The Man Behind the River
On an early summer’s day in 1810, a group of sixty-some men hiked up and over the Continental Divide at Raynolds Pass on the present Montana-Idaho border. A broad valley revealing a lake and a sizable river spread out before them, full of unexplored promise—and, the men hoped, far away from the Blackfeet.
Previously they had built a small trading fort in the Three Forks area, near the confluence of the Madison, Jefferson, and Gallatin rivers, having pushed into little-known territory in search of beaver pelts. It had not gone well. From the time the men arrived, it was abundantly clear that they were not welcome by tribes of the Blackfeet Confederacy, who had long used the area as a hunting ground. Increasingly, men returned to the fort after a day of trapping in the hinterlands with disturbing tales of near-death encounters at the hands of natives. Some men never returned at all, their mutilated bodies discovered days later by co-workers. The trappers knew this couldn’t continue; that the wholesale decimation of the small fort was not an unlikely outcome.

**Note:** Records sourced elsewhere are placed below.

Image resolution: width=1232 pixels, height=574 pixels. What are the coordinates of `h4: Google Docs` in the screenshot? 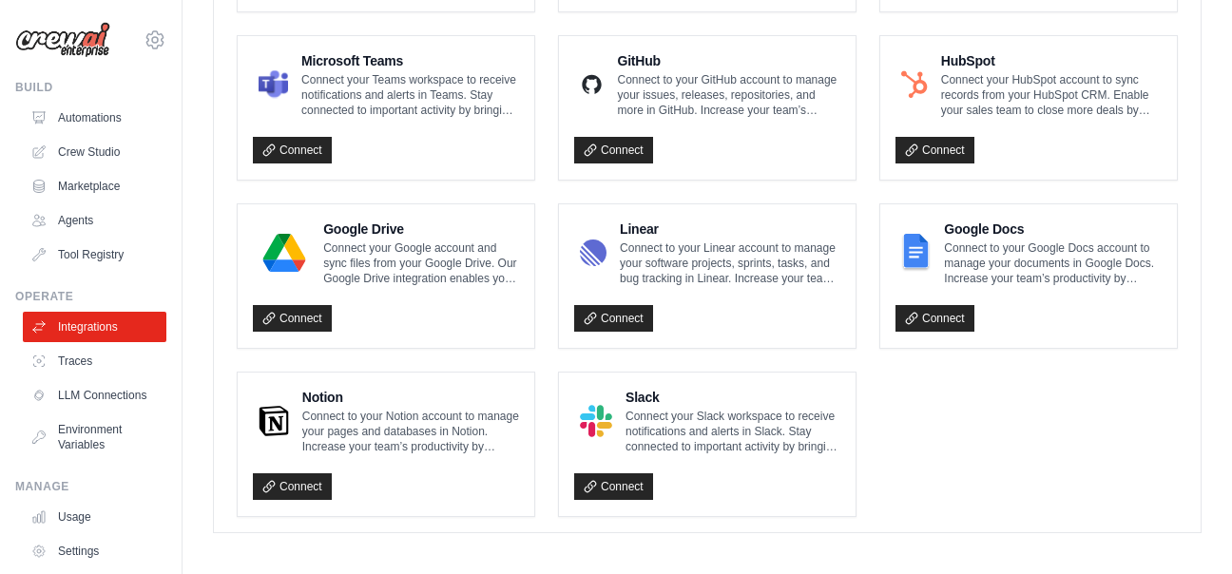 It's located at (1052, 229).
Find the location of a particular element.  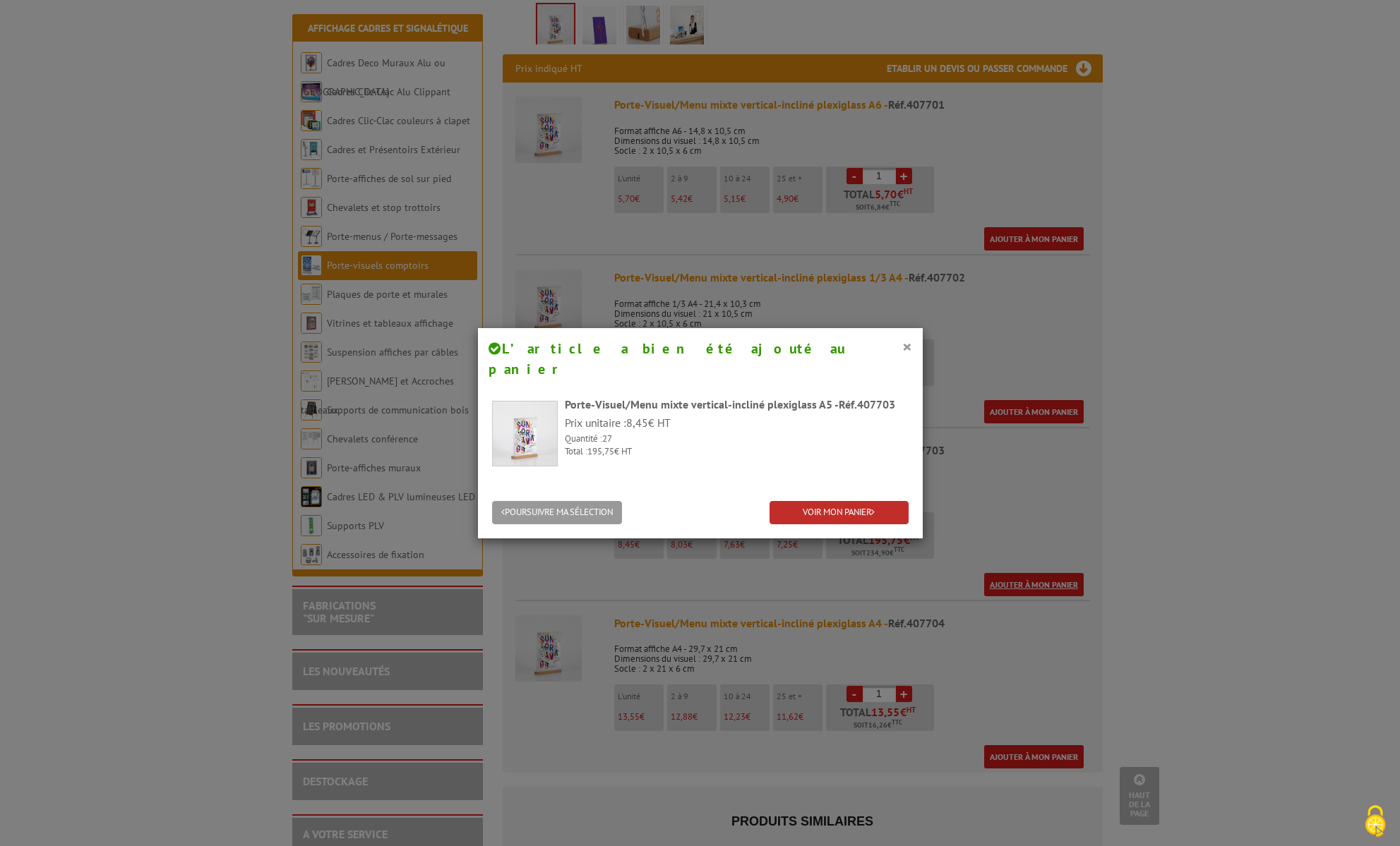

a: VOIR MON PANIER is located at coordinates (838, 513).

After just a few months at Three Forks, the decision was made to move on. Approximately half of the men returned to the East, wanting nothing more to do with the wild region, while the other half continued west in the quest for new trapping grounds.
The man left in charge of the remaining expedition members was Andrew Henry. Born in Pennsylvania in 1775, Henry was an enterprising young man who, in his early twenties, moved to Missouri to work in the lead-mining industry. Within a few short years, he had saved enough money to purchase a share of the mine he worked for. By 1809, Henry was a moderately successful businessman with the resources to partner in the founding of the Missouri Fur Company with Manuel Lisa; Reuben Lewis, brother of Meriwether Lewis; and William Clark, co-captain of the Lewis and Clark expedition.
Henry had led the company’s first expedition up the Missouri River into territory explored by Lewis and Clark only a few years earlier. The group wintered at a trading fort Lisa had established near the confluence of the Yellowstone and Bighorn rivers. The following spring, Henry and a team of others, led by John Colter, pushed farther west, establishing the small outpost at Three Forks in early 1810.
The deprivations piled up, culminating in an attack that left five trappers dead, and horses, food, ammunition, and furs captured by the Blackfeet. Although discouraged, Henry was still determined to make the endeavor a success. After abandoning the fort at Three Forks, and while searching for a new place to establish operations, hostile encounters with the natives continued. Blackfeet persisted in harassing the men, and Crow Indians stole horses and supplies as the party journeyed onward. Distant from any possibility of resupply, these encounters were grim reminders to the party members of the uncertainty of their enterprise; of just how far “out there” they were.
The men worked their way along, trapping as they went, looking for a suitable place to overwinter. In the fall of 1810, construction of a new outpost began on the banks of what would come to be known as “Henry’s River,” near the present town of St. Anthony. Consisting of a few makeshift huts, it may have been generous to refer to it as a “fort,” though it undoubtedly offered welcome refuge as a particularly brutal winter approached. “Fort Henry” was christened, named after the expedition’s leader, and the men settled in for a tough season of trapping and simply surviving in the first fur-trading post established west of the Continental Divide.
The search for pelts cast the group far and wide, into the upper Fall River drainage and into Teton Valley. As the winter wore on, accounts tell of morale deteriorating and tempers flaring. Food was scarce, and the men turned to eating their horses. Fort Henry was abandoned in the spring of 1811. Its namesake returned to Missouri, exhausted from the rigors of his adventures in the Rockies.
Henry subsequently attained the rank of major during the War of 1812, and returned to mining when the war was over. Tempted back by the burgeoning fur trade, in 1822 he returned to the West as co-founder of what would become known as the Rocky Mountain Fur Company. Once again, Major Henry led a group of trappers to the mouth of the Yellowstone and to the establishment of another new trading fort, also named Fort Henry.
By 1824, after a profitable season and nearing fifty years of age, Henry retired for good to his Missouri farm, where he passed away in 1832. Famous among fly fishers worldwide, the Henry’s Fork still bears his name—a legacy borne of hard-won experiences two centuries ago in a rugged land known as the Oregon Country, far from what was then the United States of America.